Saturday, June 20, 2009

It Makes You Wonder

Everyone has by now heard of Nevada Senator John Ensign’s admission that he had an affair with a campaign staffer, Cynthia Hampton, whose salary as a staffer doubled and whose 19 year-old son was put on the payroll when the affair began. Not unrelated to this is Ensign’s attack on same-sex marriage and his defense of the Federal Marriage Amendment.
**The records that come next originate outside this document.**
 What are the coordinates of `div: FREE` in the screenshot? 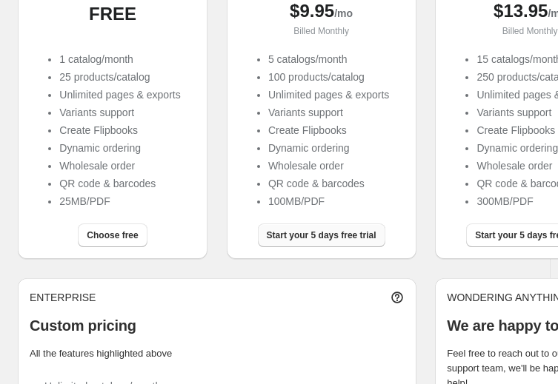 It's located at (113, 14).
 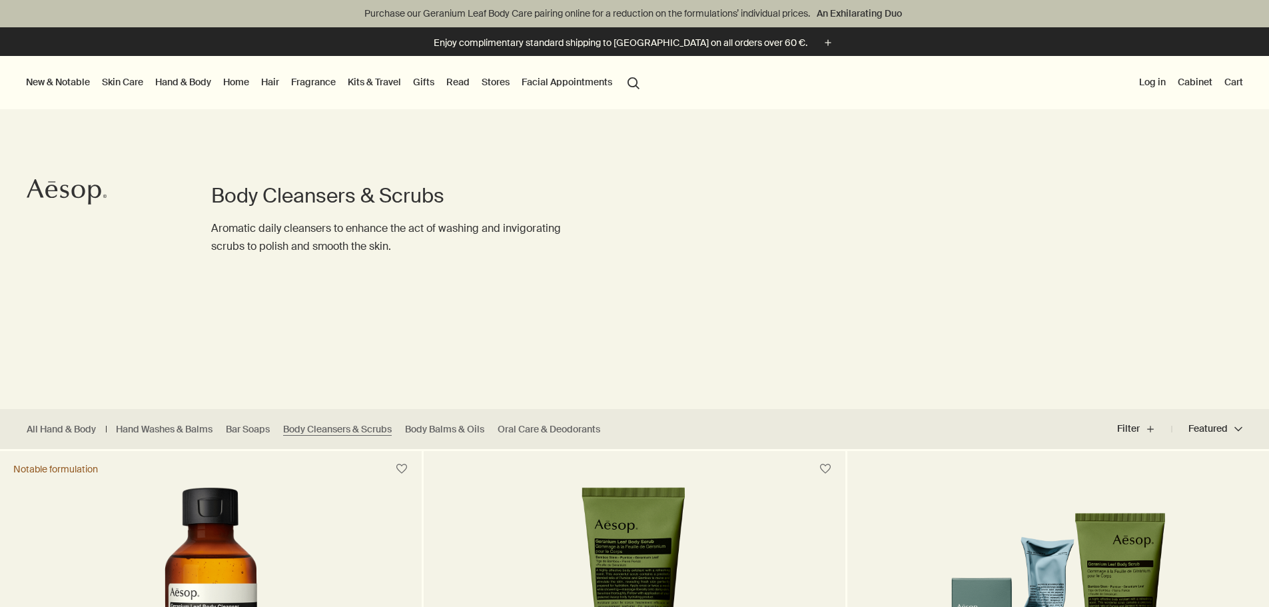 What do you see at coordinates (859, 13) in the screenshot?
I see `a: An Exhilarating Duo` at bounding box center [859, 13].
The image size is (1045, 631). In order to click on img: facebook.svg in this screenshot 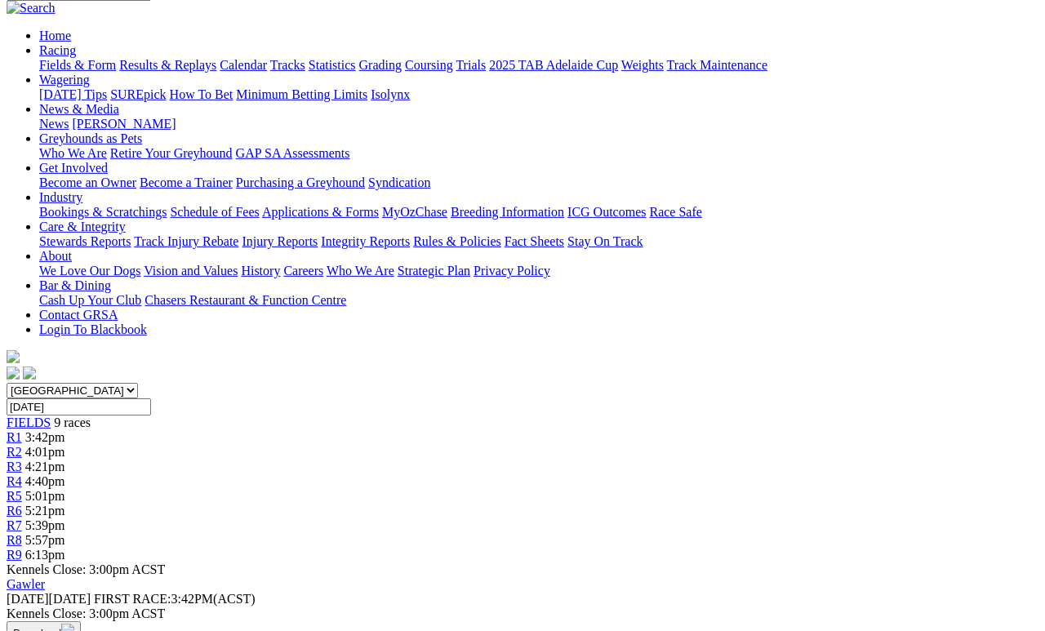, I will do `click(13, 373)`.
It makes you wonder if there’s not some connection between those with relationship “problems” and their condemnation of the relationships of others, especially those relationships that differ from what they want people to think they have or believe in.
Long married, Idaho Senator Larry Craig, who was caught not so long ago for solicitation in a men’s airport bathroom (he pleaded guilty to “disorderly conduct”), was also an outspoken critic of same-sex marriage and of general civil rights for gay men and lesbians. It makes you wonder.
And of course we all remember the case of Jimmy Swaggart, media minister and outspoken critic of fellow media minister, Jim Bakker, for his indiscretions, and who spoke long and loud against civil rights for gay men and lesbians, was caught with prostitutes more than once—even after his tearful speech of apology: “I have sinned against you, my Lord, and I would ask that your precious blood would wash and cleanse every stain until it is in the seas of God’s forgiveness.” WOW! It makes you wonder.
As a working hypothesis, I wonder if this would work: Those with relationship dissonance are more critical of the relationships of others (especially relationships that are different from their own) than are those without relationship dissonance, with the degree of dissonance experienced being positively correlated with the quantity and forcefulness of their criticism. Alternatively, one might hypothesize that relationship satisfaction and the criticism of others’ relationships (that is, the degree of dissatisfaction with the relationships of others) would be negatively correlated; the more satisfied one is in one’s own relationship, the less critical that person is likely to be toward the alternative relationships of others.
Yes, it makes you wonder. Why are people like Ensign, Craig, Swaggart—and these are just three (who are familiar to us because they made the front pages) out of a likely host of others—so against the granting of civil rights for gay men and lesbians? What are they trying to protect?